We were on a six-month sailing trip. This isn’t that strange, but I kept hearing my name at night when no one was around. I told my husband and our friends that were on another boat. Apparently, they experienced the same thing (hearing their own names). I’m guessing it’s just a combo of wind and boat sounds paired with isolation. Though, I was relieved that they were experiencing it as well. I thought I was losing it.

File:SUPER SAILING BOAT (3012748634).jpg - Wikimedia CommonsWikimedia Commons

#46 Full-Scale Manhunt

I’m a landlubber, but years ago, some random passenger on a cruise ship dialed an emergency number. Evidently, he thought that he saw a foreign submarine on Finnish territorial waters. The border guard and the Navy started a full-scale manhunt and a few moments later, the ”submarine” was identified as an isle. It looked like a submarine from miles away.

Ship bridge,cruise,control,cruise ship,ship - free image from needpix.comNeedpix

#47 Enormous Insects

I once encountered several enormous dragonflies. This was in the Red Sea, near the Sinai coast. I have no idea what they were doing there. The nearest land was as barren as the surface of Mars and twice as dry. The ocean was salty as always, and thus far beyond the ability of dragonflies. Land and sea were both equally inhospitable to them. There was literally nothing else alive above sea level other than the dragonflies and the people on the boat. The insects landed on our boat for a little while, then moved on. To where, I cannot say.

brown dragonfly flying during daytimePickpik

#48 Science Fiction

I was in my fourth year in the navy. It was fall and we were off the coast of Cape Hatteras when one of my lookouts spotted a water sprout. We maneuvered and avoided. Then another formed and we did the same thing. Then another and another... before we knew it, there were 10-15 water sprouts all around us. It looked like science fiction. I can’t believe I didn’t get a picture.

File:Waterspout Tornado Budva (Unsplash).jpgWikimedia Commons

#49 Yeah, That Happens

A helicopter dropping packages with glow sticks on them in the Bermuda Triangle. Jetskis appeared out of nowhere and collected them. It was way too far out for a jetski to get there, they'd have to be from a boat. I was asleep on the net, everyone else was below deck. I was afraid to move because this operation was likely to be something sketchy. But, it could’ve been some training thing. In the morning, I told everyone about it and they said, "Ah, yeah. That happens sometimes," and went about the morning.

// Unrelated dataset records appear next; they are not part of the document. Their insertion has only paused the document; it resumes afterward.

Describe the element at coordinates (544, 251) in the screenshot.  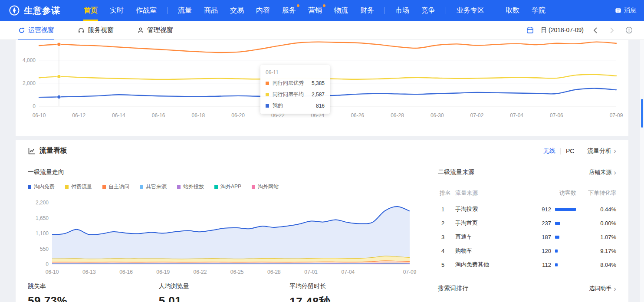
I see `visitors-cell: 120` at that location.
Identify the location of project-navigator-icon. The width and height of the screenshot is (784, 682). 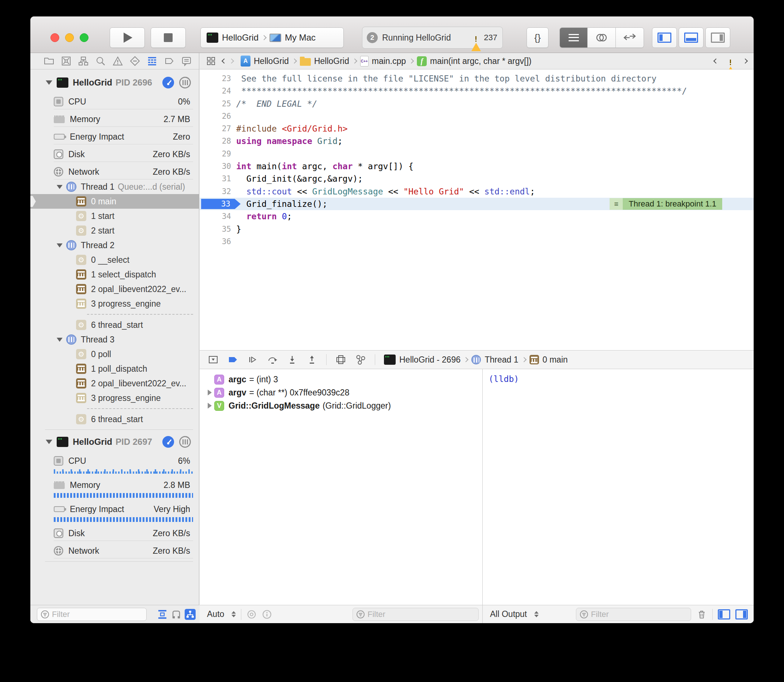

A US Marine Corps (USMC) CH-53D Super Stallion helicopter, Marine Heavy Helicopter Squadron 363, KaneoheGet Archive

#50 Everything Went Dark

I was sailing off the coast of Korea at night in really dense fog. I had a visibility of less than 100m. All of a sudden, an unbelievably bright orange light came falling from the sky. It went diagonally from left to right and when the light hit sea level, everything went dark. The whole sky was lit up orange but I couldn’t see what it was through the fog.